Joseph Louis Gay-Lussac was a member of the Saint Petersburg Academy of science (1826). His name was included in the list of the greatest French scientists which is situated on the first floor of the Eifel Tower.

Childhood and youth

Joseph Louis Gay-Lussac, one of the greatest French scientists, was born on the 6th of December in 1778 in a place under the name Saint-Leonard-de-Noblat, in the department of Haute-Vienna of the Limousin province. His grandfather was a doctor and father was a royal prosecutor and judge in Saint-de-Noblat.

When Gay-Lussac was eleven, the revolution of 1789 happened and sharply changed family’s life. In 1793 Gay-Lussac’s father was arrested according to the law “about suspicious people” and transferred to Paris. Joseph Louis also went there in order to intercede for him. Authorities tried to send him to the army which fought in Vendee but Gay-Lussac managed to avoid conscription because of his law knowledge.

After the governmental overturn on the 27th of July in 1794 which deposed Jacobinic dictatorship Gay-Lussac’s father was set free. In 1795 he sent his son to the boarding school Savur in Paris which soon was closed because of famine, and Gay-Lussac was sent to another boarding school near Paris.

On the 26 of December in 1798 Joseph Louis Gay-Lussac brilliantly passed exams and became a student in the Polytechnic school in Paris with the payment of 30 francs. In 1800 he became one of the best students and got a position in the laboratory of a famous chemist Berthollet. At that time he also became an assistant of a famous chemist Fourcroy and started to make lectures, soon he was known as one of the best teachers of the Polytechnic school.

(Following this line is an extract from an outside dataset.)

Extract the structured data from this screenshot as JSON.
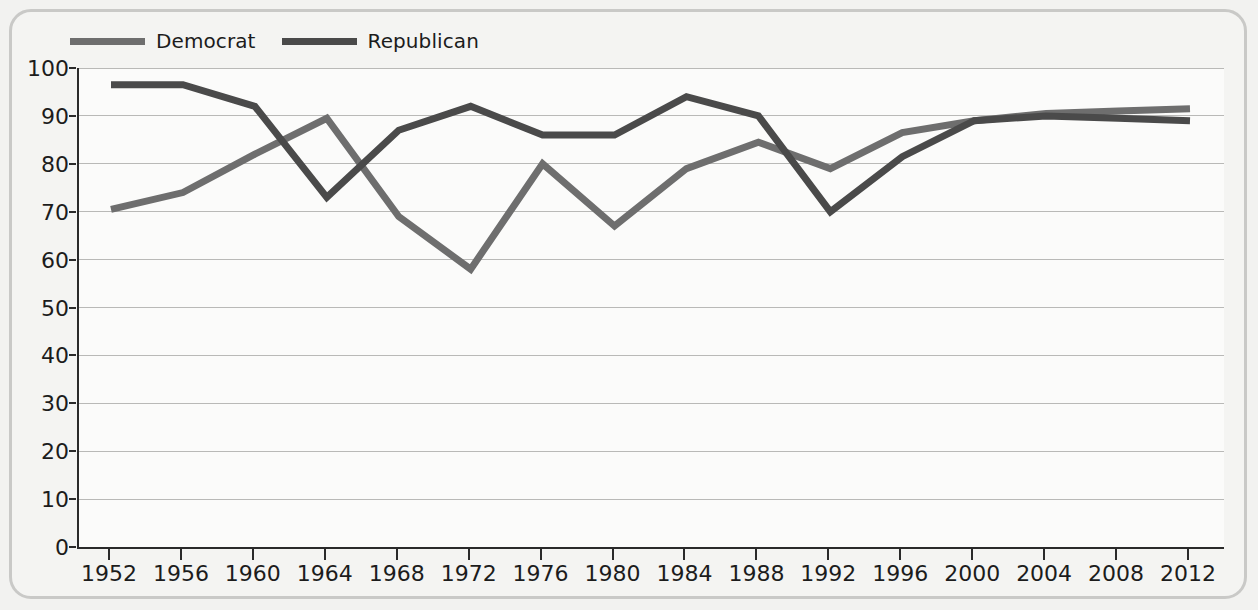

Experiments with balloons (1804)

In 1804 Gay-Lussac decided to make an ascent on the balloon in order to determine the dependence of Earth magnetic field and air temperature from height. Experiments which were made before (measurements in Alps and ascents on a balloon in Gamburg on the 18th of July in 1803 and in Saint Petersburg on the 30th of June in 1804) helped to discover some lowering of the magnetic field with height. Young scientists Gay-Lussac and Bio were charged to repeat these experiments.

In the morning on the 16th in 1804 Gay-Lussac reached the height 7016 meters and made a world record of ascent’s height on balloon. He made measurements of air temperature and proved that snow on the mountains was not the result of mountains’ influence. But because of the big speed of ascent Gay-Lussac couldn’t measure sharp temperature’s dependence from height.

With the help of Saussur’s Hygrometer Gay-Lussac also measured relative air humidity and discovered that it fast decreased with height. These measurements were considered as erroneous because the device didn’t take into account temperature’s decrease.

In 1804 it was known that content of oxygen and nitrogen in the air was equal in different latitudes anв near Earth’s surface it didn’t depend of height. Gay-Lussac got a sample of atmospheric air on the height 6636 meters and its study proved that facts and didn’t discover impurities of nitrogen in the air. These experiments disproved existed conceptions that meteors and other similar phenomena were provoked by nitrogen burning in top layers of atmosphere.

During the ascent Gay-Lussac investigated physiologic influence of air for human’s organism (difficulty in breathing, hurried heartbeat, dryness in throat) but he considered conditions on the height 7016 rather acceptable not to interrupt investigations.